Collage's script is minimalist to a fault. There's no reason to root for Peter beyond the obvious "slavery is bad" conclusion that the United States inexplicably needed nearly a century to arrive at. Not that there are movies in the filmographies of the director, the star, or the writer that lead you to expect a more intellectual, emotional, or compelling experience here. All of them make movies for the masses and, with few exceptions, not particularly complex or good ones. You expect a dramatic, monochromatic Will Smith slavery movie opening in December to be complex and stirring, but it's not. Movies that are squeezed into December (the deadline for Oscar eligibility) at the last minute tend to have promise and those bumped into the new year tend to not. As is, Emancipation just feels like a hasty comeback vehicle. The public will forgive Smith for slapping Rock and embarrassing the whole industry, but it's going to take more than eight months and this movie to do that.

Peter (Will Smith) briefly joins the Northern Army near the end of the film, as one did during the Civil War.

One of the most astonishing and depressing things about Emancipation is to see Ben Foster fill such a mindless antagonist role. To see him reduced to half-baked racist monologues not long after commanding the screen so fully in such rewarding dramas as Hell or High Water and Leave No Trace is puzzling. Did the Lance Armstrong biopic that no one saw set him back? Or did COVID make the industry forget what he's capable of?

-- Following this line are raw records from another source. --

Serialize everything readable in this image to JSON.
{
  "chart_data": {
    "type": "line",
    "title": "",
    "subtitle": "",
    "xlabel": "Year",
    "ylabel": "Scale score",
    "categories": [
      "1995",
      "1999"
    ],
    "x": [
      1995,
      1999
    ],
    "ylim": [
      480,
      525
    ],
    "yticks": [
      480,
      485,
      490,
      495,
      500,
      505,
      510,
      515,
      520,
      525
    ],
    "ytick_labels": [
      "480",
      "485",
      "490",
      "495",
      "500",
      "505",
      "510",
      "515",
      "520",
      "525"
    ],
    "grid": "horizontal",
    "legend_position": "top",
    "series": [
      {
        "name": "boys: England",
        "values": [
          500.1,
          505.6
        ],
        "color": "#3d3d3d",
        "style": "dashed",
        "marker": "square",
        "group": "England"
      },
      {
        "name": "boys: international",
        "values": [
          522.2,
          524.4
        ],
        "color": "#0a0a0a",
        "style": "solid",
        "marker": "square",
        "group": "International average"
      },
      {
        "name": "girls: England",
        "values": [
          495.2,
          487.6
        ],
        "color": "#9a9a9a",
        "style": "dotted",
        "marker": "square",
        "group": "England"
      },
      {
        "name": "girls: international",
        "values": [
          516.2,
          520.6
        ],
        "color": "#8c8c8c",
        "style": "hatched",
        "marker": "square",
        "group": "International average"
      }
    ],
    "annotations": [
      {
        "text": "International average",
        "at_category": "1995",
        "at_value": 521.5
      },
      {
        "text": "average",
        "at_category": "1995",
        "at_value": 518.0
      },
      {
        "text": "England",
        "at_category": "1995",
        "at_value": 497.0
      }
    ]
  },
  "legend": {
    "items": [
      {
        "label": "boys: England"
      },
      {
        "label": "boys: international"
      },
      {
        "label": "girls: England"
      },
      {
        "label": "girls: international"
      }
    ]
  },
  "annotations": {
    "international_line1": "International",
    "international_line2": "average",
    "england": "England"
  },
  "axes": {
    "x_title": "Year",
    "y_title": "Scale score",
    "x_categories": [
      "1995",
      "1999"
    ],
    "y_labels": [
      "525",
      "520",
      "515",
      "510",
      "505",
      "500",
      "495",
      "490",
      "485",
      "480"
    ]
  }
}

For that matter, Smith's turn in King Richard last year was genuinely inspiring and touching, so it's hard to watch him go off track here with his excessive mugging and an awards-chasing dramatic accent. That this is based on a real individual, whose photograph in the end credits is more powerful than anything else in the movie, only makes the miscalculation all the more frustrating and confounding. Smith's stardom has always been stepped in his signature charismatic swagger, something he's shed in his less commercial, more dramatic efforts. Sometimes, it works; The Pursuit of Happyness is cemented among his top three works and was a big hit to boot. But that was sixteen years ago and his ability to draw crowds has since slipped, with his more recent box office successes more easily attributed to brand popularity than personal fans.

Even rave reviews and the Oscar didn't help King Richard reach the large adoring audiences it should have. Like his fellow '90s breakout star and marquee idol Adam Sandler, Smith has to decide who he's making movies for and why. Emancipation somehow misses both of the niches Sandler has grown to believe in, as neither light streaming "content" the masses will put on mindlessly nor A24-type cinema to wow critics and make him resonate with a younger, artsier generation. It's just a four-quadrant misfire that will do nothing for anyone associated with it, beyond maybe making Smith grateful the Academy isn't taking his Oscar away.